* **WHAT NEEDS TO BE DONE**: Copy exactly the lines starting at the one that contains "Find the location of a particular element. Image" and running through the end of the material below. Exclude any pictures.
--- START ---
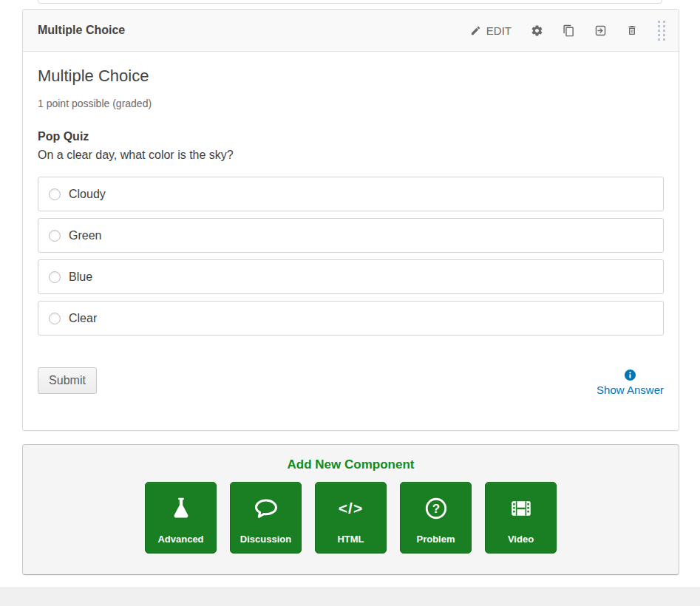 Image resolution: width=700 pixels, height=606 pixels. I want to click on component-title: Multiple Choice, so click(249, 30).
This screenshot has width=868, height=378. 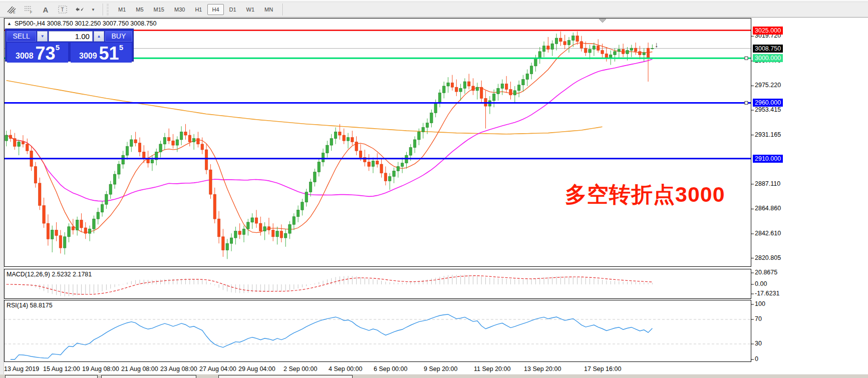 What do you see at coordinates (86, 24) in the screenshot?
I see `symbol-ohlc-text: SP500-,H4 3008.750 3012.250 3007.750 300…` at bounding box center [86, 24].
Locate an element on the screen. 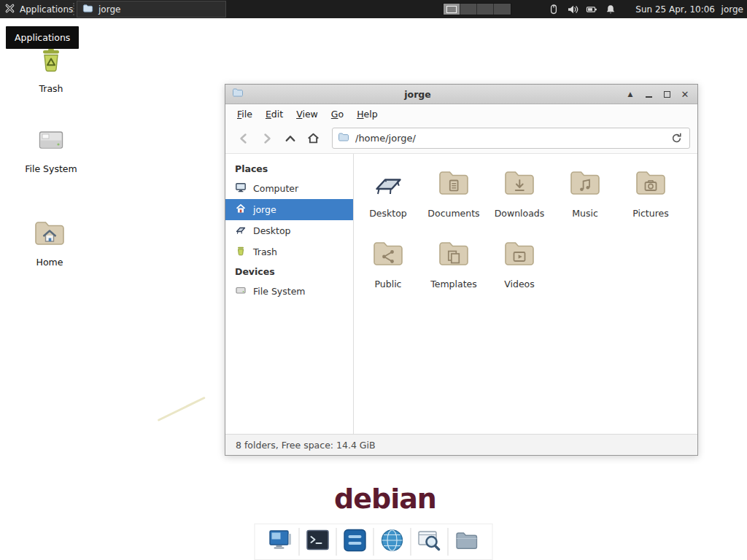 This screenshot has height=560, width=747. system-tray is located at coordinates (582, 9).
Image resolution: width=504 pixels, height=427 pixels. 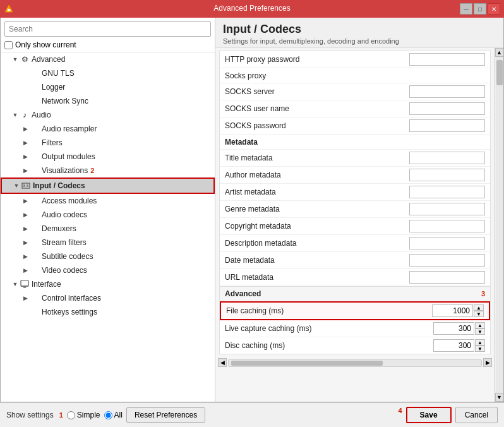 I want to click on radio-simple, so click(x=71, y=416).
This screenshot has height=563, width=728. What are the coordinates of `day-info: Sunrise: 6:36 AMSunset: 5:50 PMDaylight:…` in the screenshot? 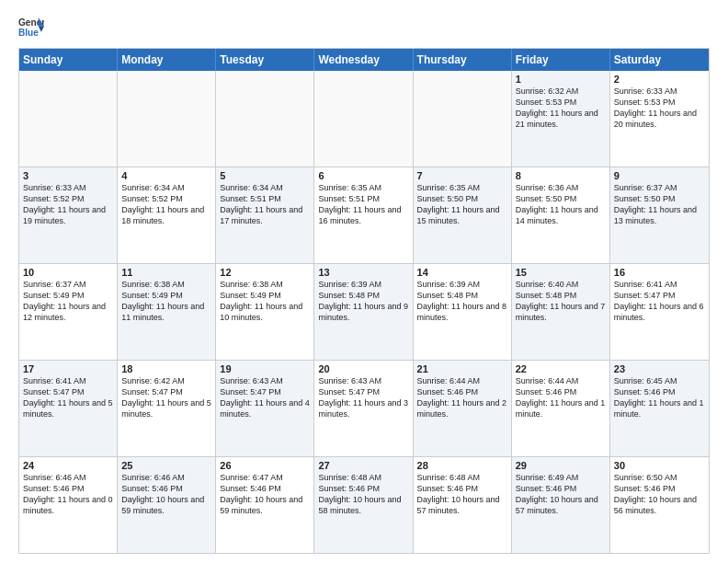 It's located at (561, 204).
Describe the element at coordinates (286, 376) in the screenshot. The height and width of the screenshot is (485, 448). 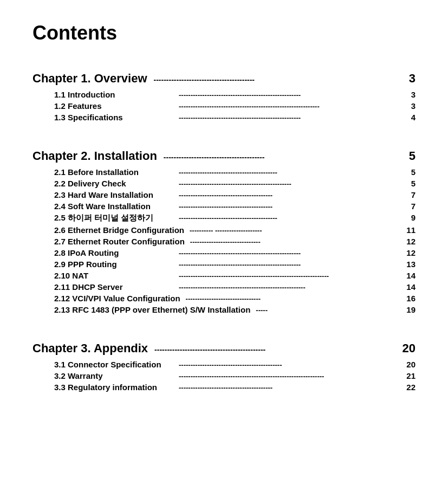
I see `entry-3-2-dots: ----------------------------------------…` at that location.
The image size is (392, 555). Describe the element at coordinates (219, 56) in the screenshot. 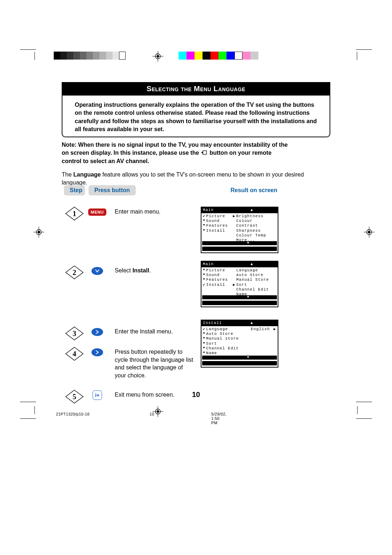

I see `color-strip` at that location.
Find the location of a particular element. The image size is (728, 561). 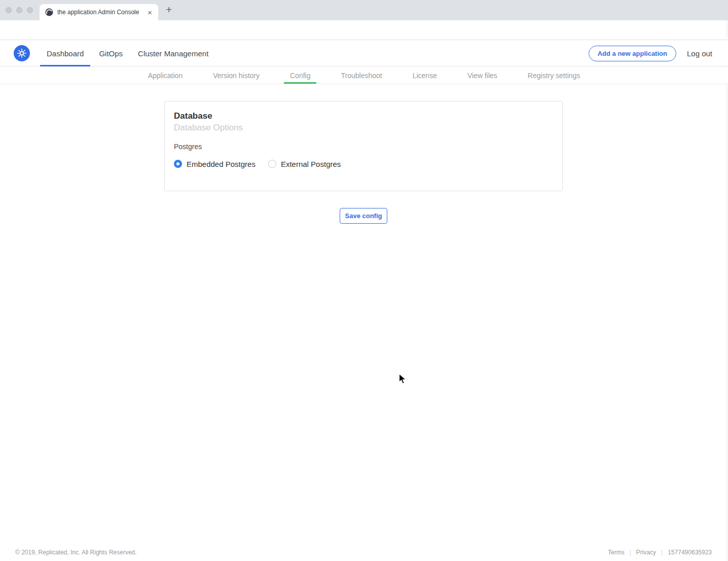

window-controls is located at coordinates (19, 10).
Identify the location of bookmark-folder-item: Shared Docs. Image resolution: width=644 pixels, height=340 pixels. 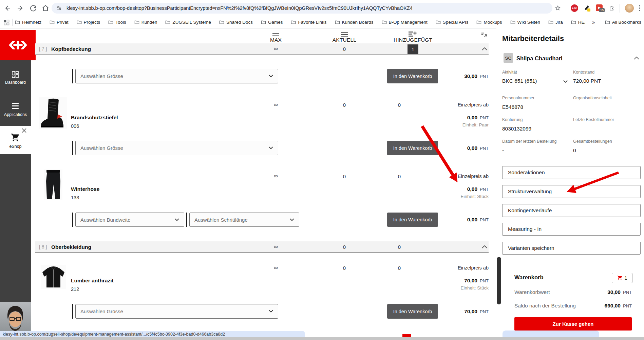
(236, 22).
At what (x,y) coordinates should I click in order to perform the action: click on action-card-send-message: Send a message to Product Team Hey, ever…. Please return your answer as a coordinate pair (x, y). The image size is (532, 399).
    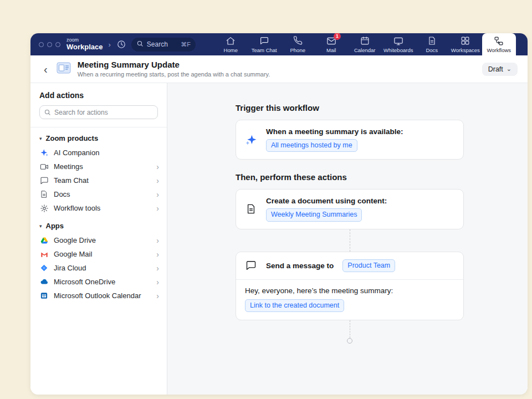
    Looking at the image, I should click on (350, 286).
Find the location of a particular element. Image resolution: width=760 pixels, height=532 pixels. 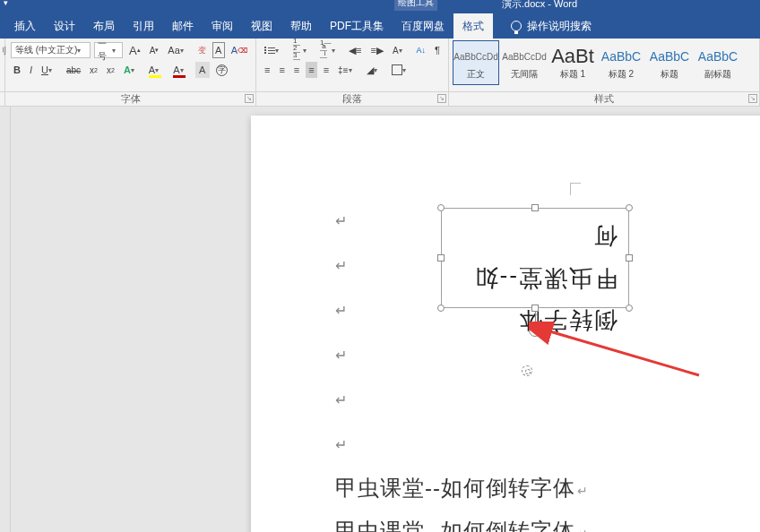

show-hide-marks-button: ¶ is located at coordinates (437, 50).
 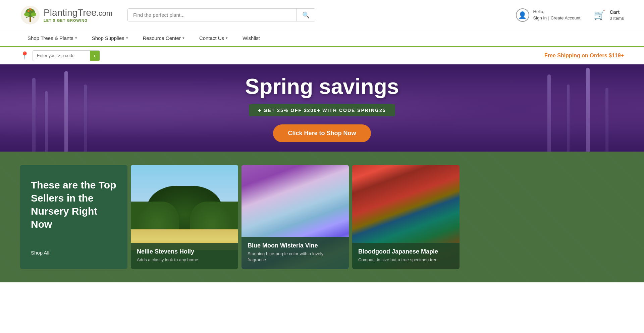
--- END ---
* **RESPONSE FOR THIS EXERCISE**:
Find the location of a particular element. Image resolution: width=760 pixels, height=532 pixels. 

show-hide-marks-button: ¶ is located at coordinates (437, 50).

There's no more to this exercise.